The DEA has rejected yet another petition seeking to remove marijuana from Schedule I of the Controlled Substances Act (CSA), this one from Iowa-based marijuana reformer Carl Olsen. It is only the latest petition rejection by the agency in a glacially-paced struggle to reschedule marijuana that has been going on since 1972.
Richard Nixon was just beginning his second term in office when the National Organization for the Reform of Marijuana Laws (NORML) filed the first rescheduling petition. It took 22 years and numerous court challenges before the DEA finally rejected that petition. In the meantime, the DEA rescheduled marijuana's primary psychoactive ingredient, THC, as a Schedule II drug in 1985 and loosened controls over THC even further by rescheduling it to Schedule III in 1999. That allows doctors to prescribe Marinol, but not marijuana.
Another rescheduling petition, filed by Olsen in 1992, was rejected years later, as was a 1995 petition submitted by former NORML head, researcher, and professor of public policy Jon Gettman. In 2002, Gettman, in association with a long list of supporters, submitted yet another Cannabis Rescheduling Petition, which remains pending.
Under the CSA, he argues, substances must meet several criteria to be placed in Schedule I, the most restrictive schedule. The substance must have a high potential for abuse, it must have "no currently accepted medical use" in the US, and there must be a lack of accepted safety for use of the substance. Both the Olsen petition that was rejected last month (although the decision was not published until this week) and the pending Gettman petition argue that marijuana no longer qualifies to be placed in Schedule I because it does have "currently accepted medical use" in the US, citing in particular the ever-growing number of states that have legalized its medicinal use.
But the two petitions differ in the way they seek to remedy the situation, and it is this difference that accounts for the vastly different pace at which they have been handled by the DEA. While the Gettman petition is still awaiting a ruling six years after it was filed, Olsen's petition was only filed this year. The Gettman petition seeks to reschedule marijuana through the administrative process, the Olsen petition argues that the issue is a matter of statutory law. Under the CSA, if marijuana is found to have "currently accepted medical use," it cannot be Schedule I.
"I filed in May, filed a federal lawsuit in September, and got a ruling December," said Olsen. "The DEA has never moved that fast on a petition in its history, and by denying the petition, it is avoiding the possibility of having to deal with it again because now it will instead go back to the court of appeals."

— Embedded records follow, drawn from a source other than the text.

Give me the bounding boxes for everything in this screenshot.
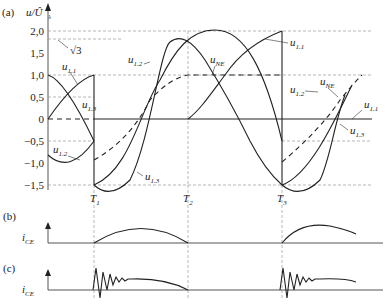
- svg-text:−1,5: −1,5: [24, 179, 44, 191]
- svg-text:u1.2: u1.2: [53, 143, 68, 158]
- c-y-axis-arrow-icon: [45, 269, 51, 276]
- svg-text:0,5: 0,5: [30, 91, 44, 103]
- svg-text:2,0: 2,0: [30, 25, 44, 37]
- y-tick-labels: 2,0 1,5 1,0 0,5 0 −0,5 −1,0 −1,5: [24, 25, 44, 191]
- c-current-ringing-1: [93, 268, 188, 298]
- panel-c-tag: (c): [3, 262, 16, 275]
- panel-c-ylabel: iCE: [22, 283, 35, 298]
- svg-text:u1.1: u1.1: [290, 36, 304, 51]
- svg-text:0: 0: [39, 113, 45, 125]
- svg-text:u1.2: u1.2: [290, 83, 305, 98]
- svg-text:u1.2: u1.2: [128, 53, 143, 68]
- svg-text:uNE: uNE: [210, 53, 225, 68]
- panel-b-tag: (b): [3, 210, 16, 223]
- time-markers: T1 T2 T3: [90, 192, 287, 207]
- b-current-pulse-1: [94, 229, 188, 244]
- b-current-pulse-2: [282, 225, 356, 243]
- svg-text:T3: T3: [277, 192, 287, 207]
- sqrt3-label: √3: [70, 44, 82, 56]
- waveform-diagram: (a) u/Û λ 2,0 1,5 1,0 0,5 0 −0,5 −1,0 −1…: [0, 0, 389, 305]
- gridlines: [48, 31, 372, 300]
- sqrt3-leader: [58, 40, 68, 48]
- curve-labels: u1.1 u1.3 u1.2 u1.2 uNE u1.3 u1.1 u1.2 u…: [53, 36, 378, 185]
- svg-text:T1: T1: [90, 192, 100, 207]
- c-current-ringing-2: [280, 268, 356, 298]
- panel-b-ylabel: iCE: [22, 231, 35, 246]
- svg-text:T2: T2: [183, 192, 193, 207]
- figure: (a) u/Û λ 2,0 1,5 1,0 0,5 0 −0,5 −1,0 −1…: [0, 0, 389, 305]
- svg-text:1,5: 1,5: [30, 47, 44, 59]
- panel-a-ylabel: u/Û: [26, 6, 44, 18]
- y-axis-arrow-icon: [45, 3, 51, 11]
- svg-text:−0,5: −0,5: [24, 135, 44, 147]
- u13-right-curve: [282, 85, 352, 185]
- svg-text:−1,0: −1,0: [24, 157, 44, 169]
- svg-text:uNE: uNE: [320, 75, 335, 90]
- svg-text:u1.3: u1.3: [350, 124, 365, 139]
- b-y-axis-arrow-icon: [45, 222, 51, 229]
- panel-a-tag: (a): [2, 6, 15, 19]
- svg-text:1,0: 1,0: [30, 69, 44, 81]
- svg-text:u1.1: u1.1: [364, 98, 378, 113]
- svg-text:u1.3: u1.3: [145, 170, 160, 185]
- u12-right-curve: [282, 95, 345, 191]
- svg-text:u1.1: u1.1: [62, 60, 76, 75]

Olsen's petition was not a request, but a demand that DEA recognize the reality that marijuana cannot be a Schedule I drug, he said. "I didn't ask for anything; I demanded that they comply with the law. It's not a Schedule I drug, and they are breaking the law by keeping it there," he said. "The statute says it can't be a Schedule I drug if it has accepted medical use, and 13 states say it has accepted medical use. Doesn't that mean anything?"